What we’re reading today:
- Grand Central Station and The Takings Clause – from the Constitutional Law Prof Blog, a link to a WNYC/NPR podcast about Grand Central Terminal and the Penn Central takings case. Worth listening, if only to hear the money quote near the end: “you see New Yorkers all the time staking claim in this building, pointing up at cerulean blue sky saying ‘hey, this belongs to us.'” Yes, we guess it does. And you know what? You didn’t pay for it.
- Another one about the 100th anniversary of Grand Central: Gideon Kanner writes Calling All Grand Central Junkies!, linking to the NY Times‘s republication of its 1913 special celebrating the opening of the terminal.

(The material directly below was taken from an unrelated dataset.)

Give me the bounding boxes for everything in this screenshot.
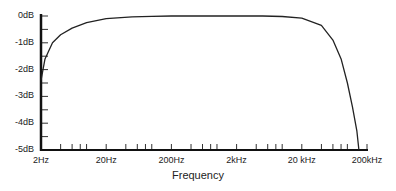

- In that vein, a snarky commentary about the wonders of Pennsylvania Station. Who needs a cerulean blue sky?
- In what reads more like a redeveloper’s press release, the Washington Post reports about the Skyland Shopping Center project — a series of cases that generated more heat than light — in Skyland Shopping Center re-development will come at a price. The narrative of the story is those darn property owners made it really difficult for the D.C. mayor’s pet project to evict the existing property owners and tenants from the site and put in a Wal-Mart. “Skyland’s developers, selected in May 2002, have spent $3 million of their own money[.]” The horror!
- Remember that case we posted about a few weeks ago about an oyster farming operation in a Marin County, California National Seashore? Well, the other shoe has dropped. The court has denied the company’s request for a preliminary injunction allowing the farm to remain open while the issues are litigated. See this story from the San Francisco Chronicle, and this story from the Santa Rosa Press Democrat for more, including this quote from a spokesman for the “National Parks Conservation Association,” that the decision “affirms that our national parks will be safe from privatization schemes, and that special places like Drakes Estero will rise above attempts to hijack Americans’ wilderness.” We’re not sure how an operation that was there prior to the existence of the National Seashore can be considered “hijacking” of wilderness or a “privatization scheme,” but there you have a reflection of a certain mindset in a tidy little quote.
- “Screwed by the Town” – When land use codes kill free speech – from J. David Breemer at PLF’s Liberty Blog. In the Fourth Circuit, painting a motto on your house could be a violation of local sign and zoning ordinances, the First Amendment notwithstanding.
- From the Legal Planet blog, If the Constitution is Dead, where does that leave Takings? A critique of the originalist theory of construction.